September 12th, 2009 / 5:19 pm
Craft Notes

Start Button

1519680112_62174d9cd7

poor tessie

Is there a single story, or bit of writing, something you read, etc., that made you want to first begin writing? It doesn’t have to be a story; you could expand this – a piece of art, a bit music composition, whatever. Can you pinpoint, if possible, an object with which you interacted that made you want to create some real writing for the first time ever in your life and continue to do it until you die and rot?

I would rather focus on that initial first ever commitment to writing. We’ve talked a lot about ways we continue to inspire ourselves to create text (what music we listen to or what art we look at, for example), so this is more of an origins question: the origins of your first ever serious impulse to write.
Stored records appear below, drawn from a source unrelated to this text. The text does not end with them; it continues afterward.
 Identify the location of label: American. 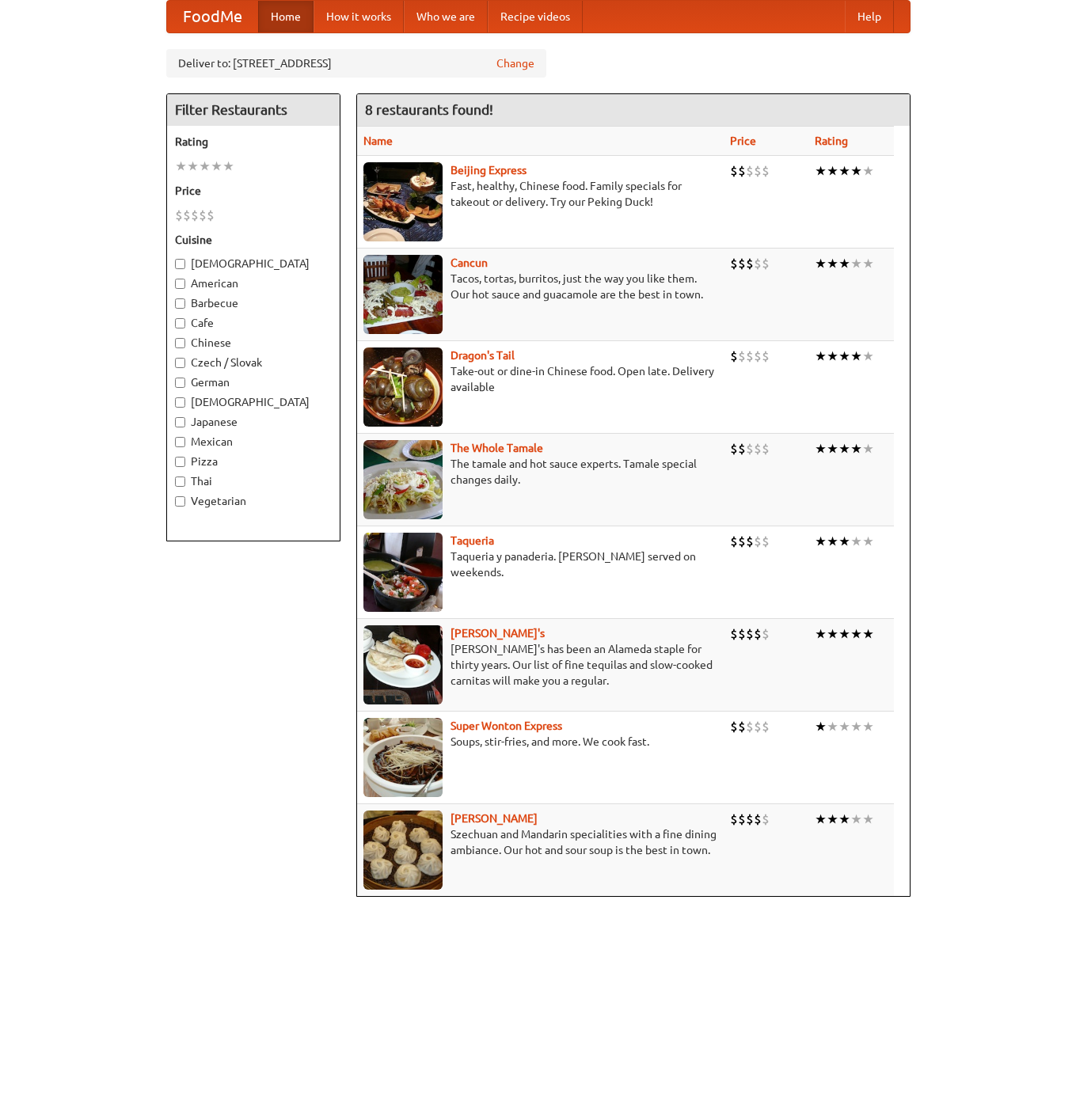
(253, 283).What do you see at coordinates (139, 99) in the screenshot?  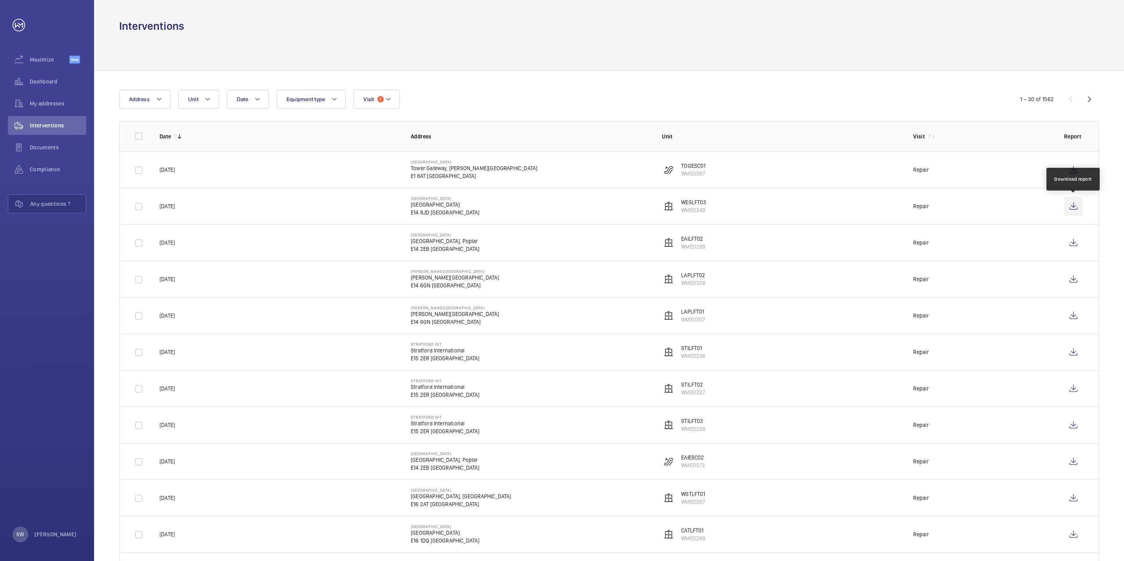 I see `span: Address` at bounding box center [139, 99].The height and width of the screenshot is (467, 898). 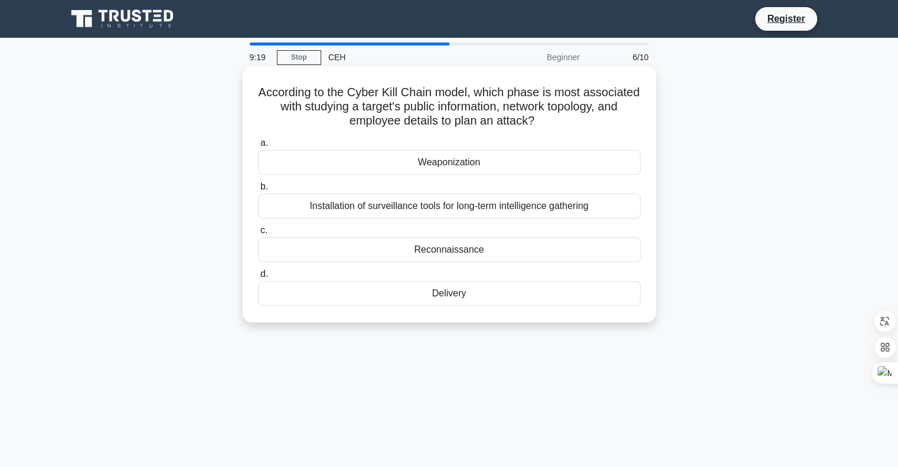 I want to click on div: 9:19, so click(x=260, y=57).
For that reason, it might be a little too hard to answer, but still fun to think about, maybe.

This question courtesy of David Erlewine, who emailed me this:

maybe you could do a post about the story that “got” people into writing.  kinda cheesy maybe … and for some there may not be “one” story but i know for me reading shirley jackson’s the lottery absolutely made me want to write/read/etc. for good. 

Sure, the question could risk oversimplifying the process a bit, but humor us, or give more than one, whatever.
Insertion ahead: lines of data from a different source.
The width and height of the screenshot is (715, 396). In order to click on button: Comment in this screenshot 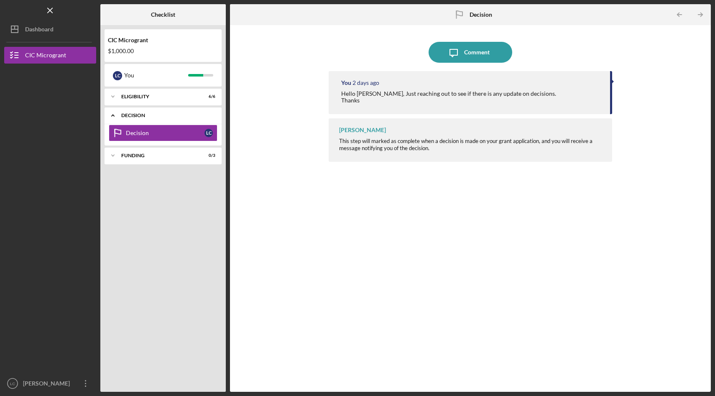, I will do `click(470, 52)`.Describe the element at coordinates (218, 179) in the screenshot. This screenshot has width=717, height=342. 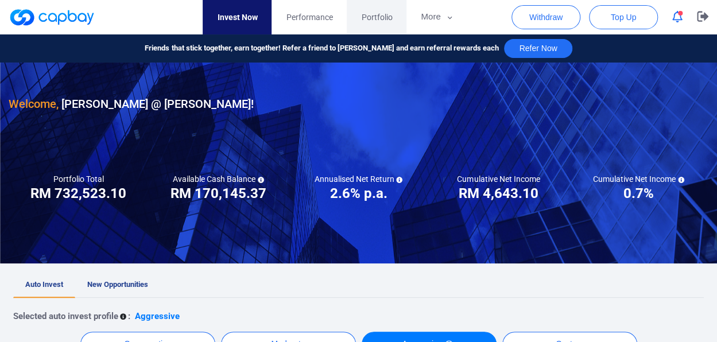
I see `h5: Available Cash Balance` at that location.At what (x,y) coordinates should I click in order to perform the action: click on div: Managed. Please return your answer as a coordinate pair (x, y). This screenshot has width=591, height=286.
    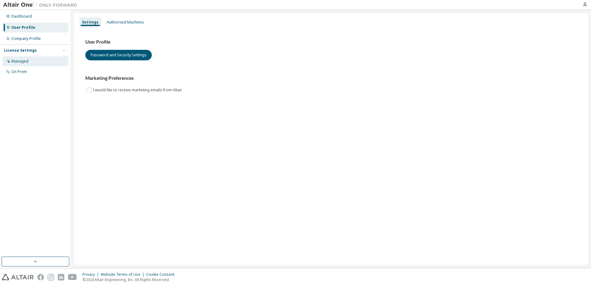
    Looking at the image, I should click on (20, 61).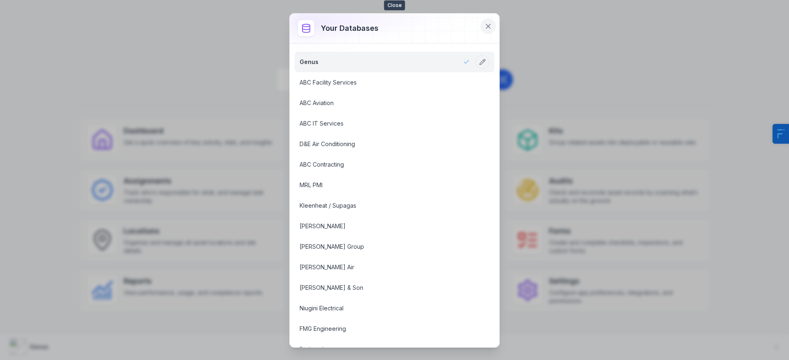  What do you see at coordinates (384, 62) in the screenshot?
I see `a: Genus` at bounding box center [384, 62].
In my case, I can think of several points in my life when I read something and wanted to try to recreate that feeling I got when I read that something, so it’s hard for me to get to that exact moment when I thought I would try to put everything into writing, commit to it, you know?

But, I’ll try. I’d say, for me, the summer of 2004, when I read Infinite Jest was that moment. And I don’t claim any special ground here regarding Infinite Jest, as I’m assuming this is probably not surprising to many HTMLGIANT readers, I mean, his importance. But yeah, I was living at college for the summer, waking up early to train for cross country season, then working in the campus mail office all day sorting mail, then going to my dorm room to read/write (on the days I didn’t go off campus to stay with my girlfriend/nowwifeperson). Infinite Jest, the story of it, the sheer mass, the language, those things and the solitary existence I lived for those months and the life I’d had had until then all combined into this awareness of how special, I think, it was to see someone, Wallace in this case, so committed and excited about writing. I had read other things before that gave me similar feelings, but I hadn’t been writing as seriously as I had been that summer. Infinite Jest, the reading of it, made me think harder about my own writing. I don’t mean the language/product of it, which was still pretty awful, I guess, but instead, I think I took the actual act of writing more seriously, tried to adjust my way of thinking about it as something I should be more serious about in my activities, especially if I hoped to create a fraction of the thing that Infinite Jest was.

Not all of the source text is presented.